CAUSE OF DEATH. Patricia Cornwell

Adjoining my bedroom was an office that finally was big enough for me to work in, and I checked it first for faxes and found I had four.

“Anything important?” asked Lucy, who had followed me while Marino was getting boxes and bags.

“As a matter of fact, they’re all for you from your mother.” I handed them to her.

She frowned. “Why would she fax me here?”

“I never told her I was temporarily relocating to Sandbridge. Did you?”

“No. But Grans would know where you are, right?” Lucy said.

“Of course. But my mother and yours don’t always get things straight.” I glanced at what she was reading. “Everything okay?”

“She’s so weird. You know, I installed a modem and CD ROM in her computer and showed her how to use them. My mistake. Now she’s always got questions. Each of these faxes is a computer question.” She irritably shuffled through the pages.

I was put out with her mother, Dorothy, too. She was my sister, my only sibling, and she could not be bothered to so much as wish her only child a happy New Year.

“She sent these today,” my niece went on. “It’s a holiday and she’s writing away on another one of her goofy children’s books.”

“To be fair,” I said, “her books aren’t goofy.”

“Yeah, go figure. I don’t know where she did her research, but it wasn’t where I grew up.”

“I wish you two weren’t at odds.” I made the same comment I had made throughout Lucy’s life. “Someday you will have to come to terms with her. Especially when she dies.”

“You always think about death.”

“I do because I know about it, and it is the other side of life. You can’t ignore it any more than you can ignore night. You will have to deal with Dorothy.”

“No, I won’t,” She swiveled my leather desk chair around and sat in it, facing me. “There’s no point. She doesn’t understand the first thing about me and never has.”

That was probably true.

“You’re welcome to use my computer,” I said.

“It will just take me a minute.”

“Marino will pick us up about four,” I said.

“I didn’t know he left.”

“Briefly.”

Keys tapped as I went into my bedroom and began to unpack and plot. I needed a car and wondered if I should rent one, and I needed to change my clothes but did not know what to wear. It bothered me that the thought of Wesley would still make me conscious of what I put on, and as minutes crept forward I became truly afraid to see him.

Marino picked us up when he said he would, and somewhere he had found a car wash open and had filled the tank with gas. We drove east along Monument Avenue into the district known as the Fan, where gracious mansions lined historic avenues and college students crowded old homes.

At the statue of Robert E. Lee, he cut over to Grace Street, where Ted Eddings had lived in a white Spanish duplex with a red Santa flag hanging over a wooden front porch with a swing. Bright yellow crime scene tape stretched from post to post in a morbid parody of Christmas wrapping, its bold black letters warning the curious not to come.

“Under the circumstances, I didn’t want nobody inside, and I didn’t know who else might have a key,” Marino explained as he unlocked the front door. “What I don’t need is some nosy landlord deciding he’s going to check his friggin’ inventory.”

I did not see any sign of Wesley and was deciding he wasn’t going to show up when I heard the throaty roar of his gray BMW. It parked on the side of the street, and I watched the radio antenna retract as he cut the engine.

“Doc, I’ll wait for him if you want to go on in,” Marino said to me.

“I need to talk to him.” Lucy headed back down the steps.

“I’ll be inside,” I said and put on cotton gloves, as if Wesley were not someone I knew.

I entered Eddings’ foyer and his presence instantly overwhelmed me everywhere I looked. I felt his meticulous personality in minimalist furniture, Indian rugs and polished floors, and his warmth in sunny yellow walls hung with bold monotype prints. Dust had formed a fine layer that was disturbed anywhere police might recently have been to open cabinets or drawers. Begonias, ficus, creeping fig and cyclamen seemed to be mourning the loss of their master, and I looked around for a watering can. Finding one in the laundry room, I filled it and began tending plants because I saw no point in allowing them to die. I did not hear Benton Wesley walk in.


Task requirements: What is needed is an exact copy of all the records, written out in full.

#####

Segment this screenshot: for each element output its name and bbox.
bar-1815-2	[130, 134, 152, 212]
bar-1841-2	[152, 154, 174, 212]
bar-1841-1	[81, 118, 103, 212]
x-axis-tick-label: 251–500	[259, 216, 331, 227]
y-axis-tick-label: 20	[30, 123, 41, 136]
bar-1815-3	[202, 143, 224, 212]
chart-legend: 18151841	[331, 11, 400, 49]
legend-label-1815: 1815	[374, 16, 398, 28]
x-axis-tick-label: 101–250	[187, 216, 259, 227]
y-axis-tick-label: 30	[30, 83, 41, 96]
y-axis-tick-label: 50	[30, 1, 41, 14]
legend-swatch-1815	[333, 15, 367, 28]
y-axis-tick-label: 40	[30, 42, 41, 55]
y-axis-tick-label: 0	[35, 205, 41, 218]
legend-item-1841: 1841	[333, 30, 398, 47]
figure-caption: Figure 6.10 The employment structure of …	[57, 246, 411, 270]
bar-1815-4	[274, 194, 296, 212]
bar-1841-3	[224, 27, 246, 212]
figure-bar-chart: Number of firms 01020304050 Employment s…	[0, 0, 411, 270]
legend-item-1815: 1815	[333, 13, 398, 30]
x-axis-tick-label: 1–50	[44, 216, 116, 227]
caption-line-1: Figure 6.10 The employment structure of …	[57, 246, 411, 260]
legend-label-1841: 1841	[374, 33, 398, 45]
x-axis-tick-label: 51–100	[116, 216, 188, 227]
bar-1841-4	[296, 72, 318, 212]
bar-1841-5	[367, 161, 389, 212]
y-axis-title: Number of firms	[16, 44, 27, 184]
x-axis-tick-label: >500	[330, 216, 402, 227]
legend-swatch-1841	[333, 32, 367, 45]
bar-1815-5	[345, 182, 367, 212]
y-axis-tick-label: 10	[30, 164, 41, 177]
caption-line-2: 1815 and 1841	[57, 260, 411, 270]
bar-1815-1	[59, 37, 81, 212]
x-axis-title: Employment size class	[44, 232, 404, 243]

#####

Answer to this exercise:
Segment this screenshot: for each element output its name and bbox.
bar-1815-2	[130, 134, 152, 212]
bar-1841-2	[152, 154, 174, 212]
bar-1841-1	[81, 118, 103, 212]
x-axis-tick-label: 251–500	[259, 216, 331, 227]
y-axis-tick-label: 20	[30, 123, 41, 136]
bar-1815-3	[202, 143, 224, 212]
chart-legend: 18151841	[331, 11, 400, 49]
legend-label-1815: 1815	[374, 16, 398, 28]
x-axis-tick-label: 101–250	[187, 216, 259, 227]
y-axis-tick-label: 30	[30, 83, 41, 96]
y-axis-tick-label: 50	[30, 1, 41, 14]
legend-swatch-1815	[333, 15, 367, 28]
y-axis-tick-label: 40	[30, 42, 41, 55]
y-axis-tick-label: 0	[35, 205, 41, 218]
legend-item-1841: 1841	[333, 30, 398, 47]
figure-caption: Figure 6.10 The employment structure of …	[57, 246, 411, 270]
bar-1815-4	[274, 194, 296, 212]
bar-1841-3	[224, 27, 246, 212]
figure-bar-chart: Number of firms 01020304050 Employment s…	[0, 0, 411, 270]
legend-item-1815: 1815	[333, 13, 398, 30]
x-axis-tick-label: 1–50	[44, 216, 116, 227]
caption-line-1: Figure 6.10 The employment structure of …	[57, 246, 411, 260]
legend-label-1841: 1841	[374, 33, 398, 45]
x-axis-tick-label: 51–100	[116, 216, 188, 227]
bar-1841-4	[296, 72, 318, 212]
bar-1841-5	[367, 161, 389, 212]
y-axis-title: Number of firms	[16, 44, 27, 184]
x-axis-tick-label: >500	[330, 216, 402, 227]
legend-swatch-1841	[333, 32, 367, 45]
bar-1815-5	[345, 182, 367, 212]
y-axis-tick-label: 10	[30, 164, 41, 177]
caption-line-2: 1815 and 1841	[57, 260, 411, 270]
bar-1815-1	[59, 37, 81, 212]
x-axis-title: Employment size class	[44, 232, 404, 243]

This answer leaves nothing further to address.